A call to fix — but keep — the system
Sen. Ron Johnson (R-Wis.) feels that the issue of contracting must be addressed, but also that outsourcing to the private sector should be preserved.
“There needs to be a blend. Businesses approach it the same way,” he said. “If you can produce things internally you do it, but a lot of time you need the specialization and greater skill that you don’t have in your organization. That’s when you contract that out. There’s not a right or wrong answer. It’s not absolute. It’s about comparative advantage.”
Supporters of the federal contracting system argue that the issue of the NSA leak should not be allowed to devolve to a “government versus contractor” issue.
“[There has been] absolutely no slackening in security requirements [and] the vetting process,” Leonard Moodispaw, president of cyber-security contractor KEYW, told The Washington Post. “How a guy like that gets through? He changes his mind. You can’t predict that sort of stuff. We’re all doing self-examination. If something like that had happened to a small company dedicated to the intelligence business and it was our fault — and I’m not suggesting it’s Booz’s fault — we’d go out of business, so that’s why we’ve got to be extra careful.”
“Whether or not a contractor or a civilian is cheaper or better really depends on the circumstances,” said Robert Hale, comptroller to the Pentagon, in a congressional hearing on the need of contracting. “There are some cases where we simply don’t have the skills in the Department of Defense that we need, or it’s a short-term job and it wouldn’t make any sense to grow them.”

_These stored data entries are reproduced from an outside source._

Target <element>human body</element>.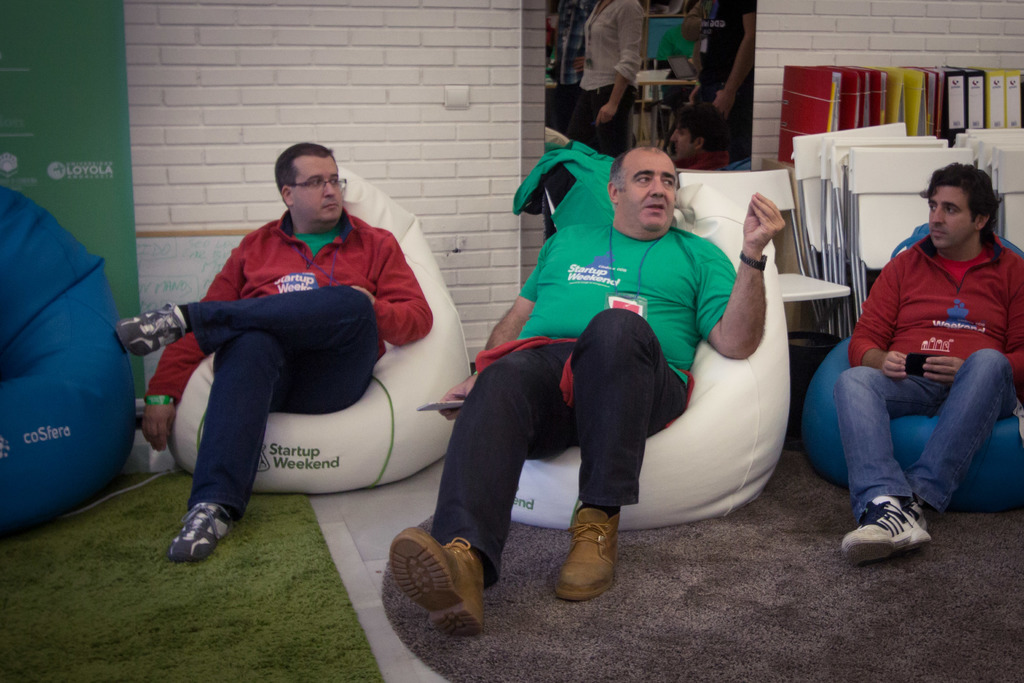
Target region: left=690, top=0, right=758, bottom=122.
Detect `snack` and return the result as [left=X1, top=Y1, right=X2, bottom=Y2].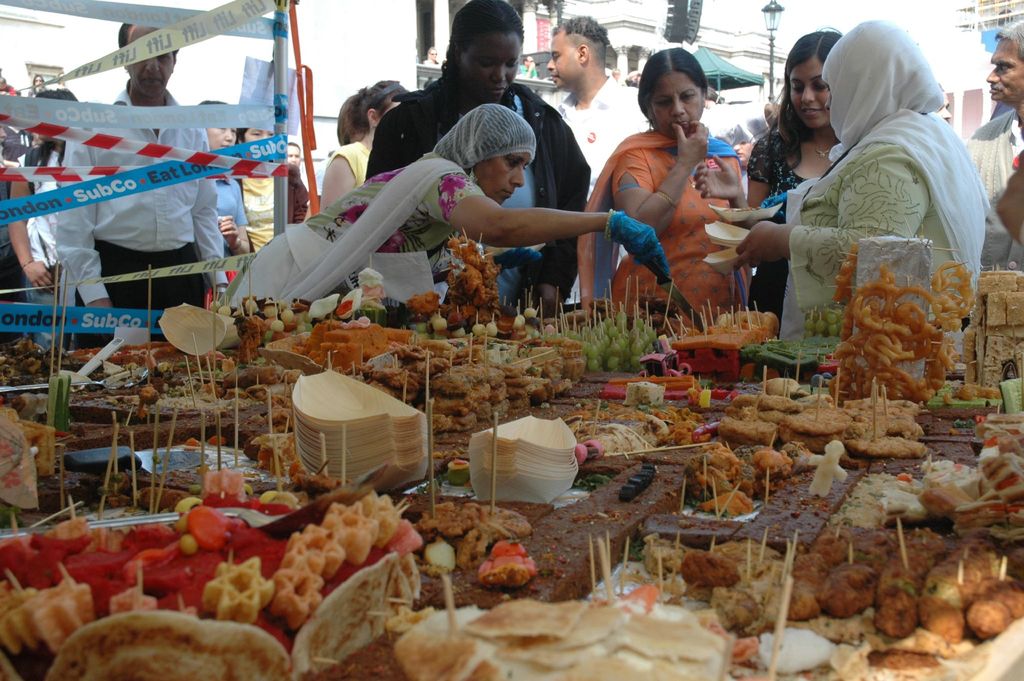
[left=832, top=242, right=863, bottom=308].
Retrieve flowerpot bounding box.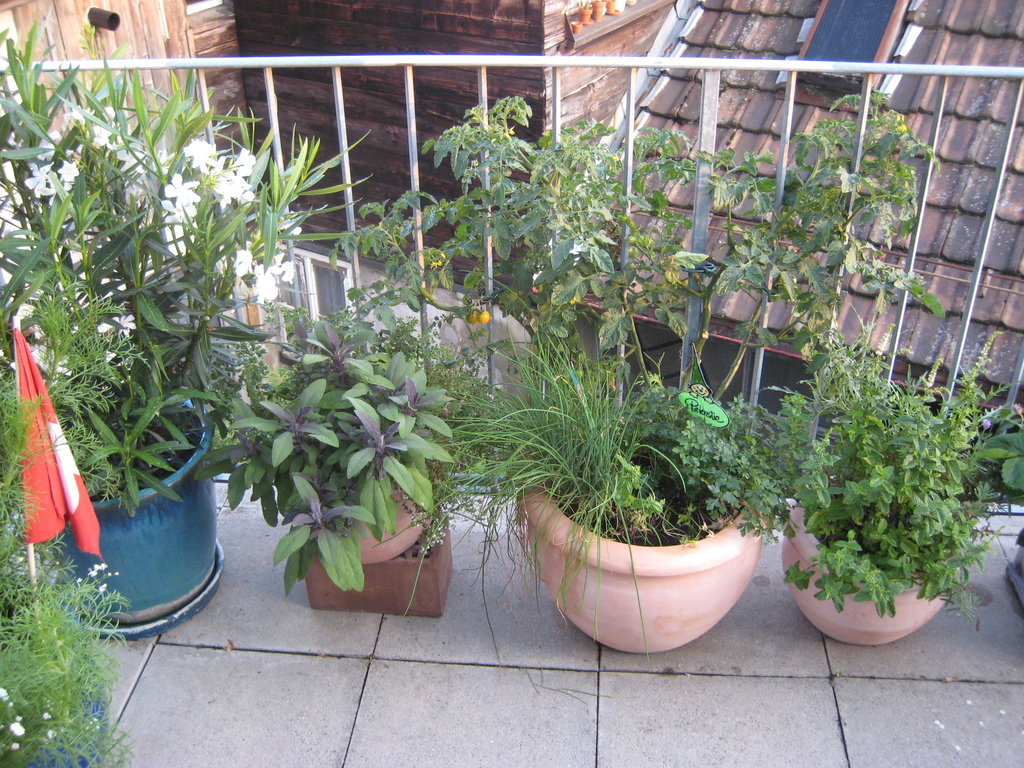
Bounding box: [left=284, top=484, right=429, bottom=569].
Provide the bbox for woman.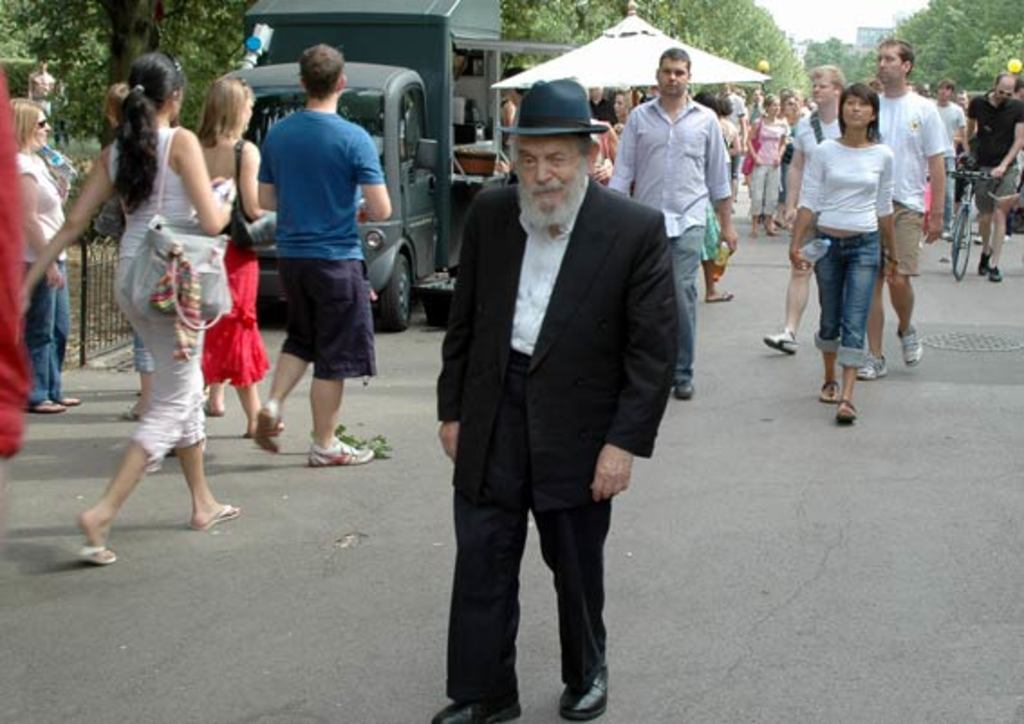
{"left": 7, "top": 92, "right": 79, "bottom": 419}.
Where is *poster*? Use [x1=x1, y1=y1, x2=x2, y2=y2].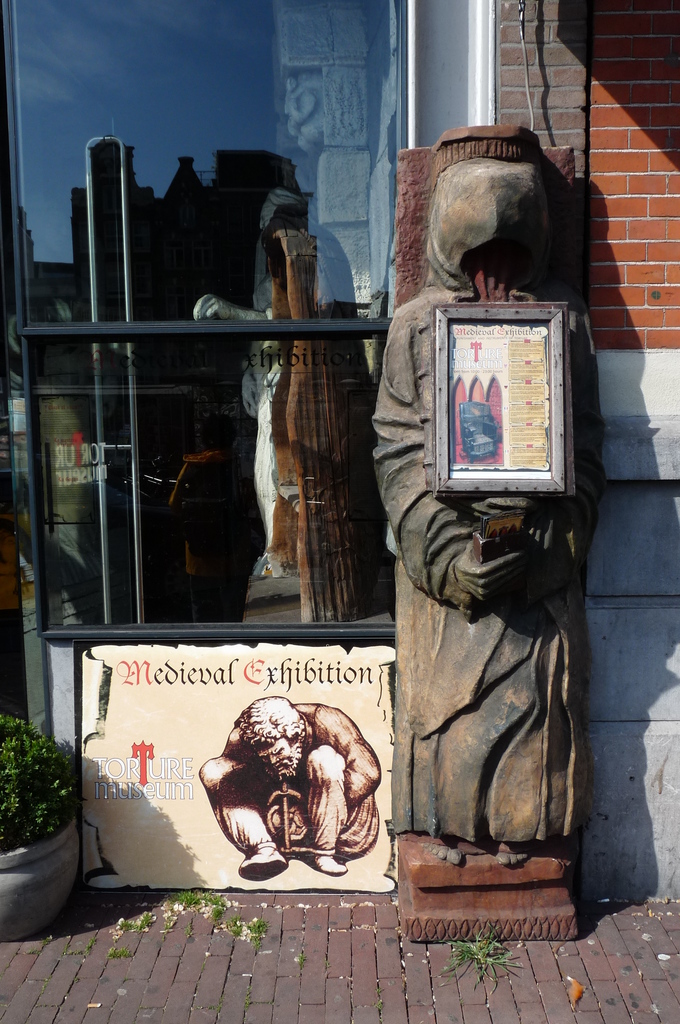
[x1=73, y1=641, x2=393, y2=897].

“When I was on the Bowles-Simpson Commission, and the Secretary of Defense came to speak, we asked him how many contract employees worked for the Department of Defense, and he said I can’t tell you. I just don’t know,” Hale continued. “I know it sounds bad, but it’s partly true because if you do a fixed-price contract, the contractor has no obligation to tell you how many people are doing it. They just do the work. And if they do it satisfactorily, you pay them. We are in the process now of asking all our contractors, probably at some expense to the government, to tell us how many people, even if it’s a fixed-price contract, so we’ll know better.”

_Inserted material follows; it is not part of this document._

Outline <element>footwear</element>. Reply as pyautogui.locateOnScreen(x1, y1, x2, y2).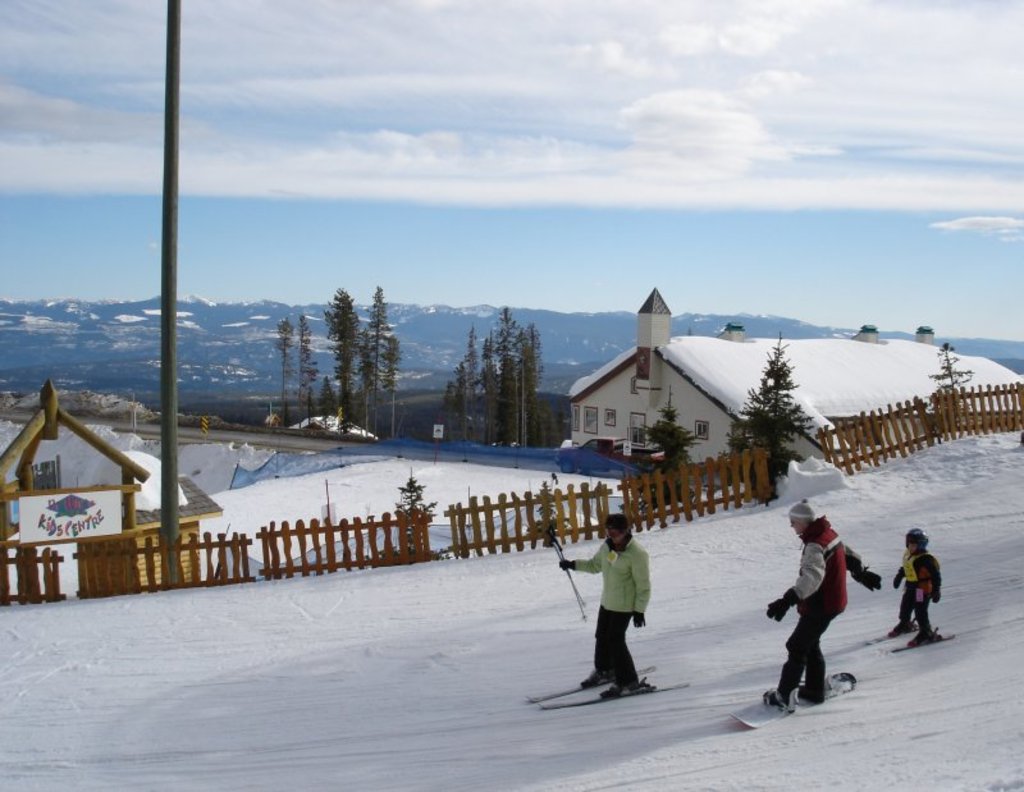
pyautogui.locateOnScreen(759, 688, 792, 715).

However, even among the supporters, there is a recognition that things can be improved.
“There is little question that there are too many government contractors and not enough controls and safeguards over them,” said David Walker of the Government Transformation Initiative, which pushes for ways the government can grow efficient. “The work of the commission could result in the replacement of certain contractors with government employees. However, civil service reform would be required to attract and retain the full range of professionals the government must access to discharge its many responsibilities.”